Ops Plan 34 missions that were not in the combat zone, it's true, were not and are not considered "combat" unless you fly over a combat zone. And Laos and Cambodia WERE combat zones if you wore a uniform. If not, you still received other pay and credit for them but not from the VA. I know guys (like my father) who flew those missions for the AF and have "Operations SEA" in their DD-214. I have a list of those missions and they add up to the total hours he flew in "combat" as a nav/bomb on 52's and 135's that did fly outside those zones (before and after) and he still received combat pay and credit for those missions. And not all Cobal missions had fighter escorts. My father talked about them often -- albeit before the 70's rolled around -- and he planned those missions for refueling when they got stuck and they did. Fighter escorts were a luxury. Plush, like Thailand titties.

If it were true that missions had to start or stop inside the combat zone, there's a whole lot of crews that had better pay the VA back.

Kos, if you think that it takes being shot or shot at to get PTSD then think again.
 
Kos, there has to be someone who can rubber stamp your documents.
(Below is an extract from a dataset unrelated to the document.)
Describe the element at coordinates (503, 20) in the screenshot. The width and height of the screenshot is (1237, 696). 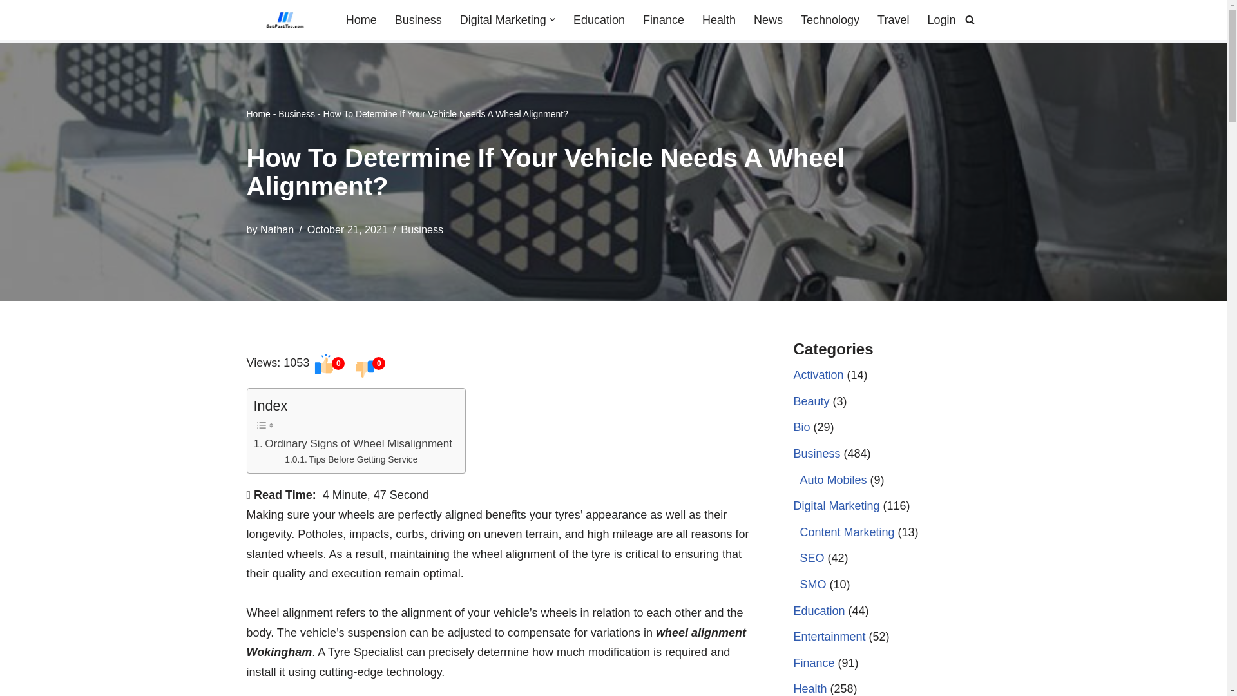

I know plenty of Spec Ops Veterans that the only deployments they had were to places that were not included in the AO.
If you had legitimate missions then go higher, it is 30 + years down the track now, so a lot of the classified stuff is out in the open, including the black ops over the border into Cambodia and Laos. There will be a record somewhere. You just have to find the right people to fight it.

Does your old unit still exist? If so, make an appointment with their Int Officer or the CO.
 
One thing that seems to have helped get me VA benefits was a series of sites that displayed all the missions in some of the units I was sent to. I found out where they got that information, despite my name being missing on some of them I distinctly remember as being pretty rough. Voila, at least there was some evidence. But I still had trouble proving appointments I know I had early on that were years ago, just when I was in the hospital. I remember having to take the bus all the way across Tampa Bay. There was something that got disconnected when the active duty hospitals transfer records to the NRC.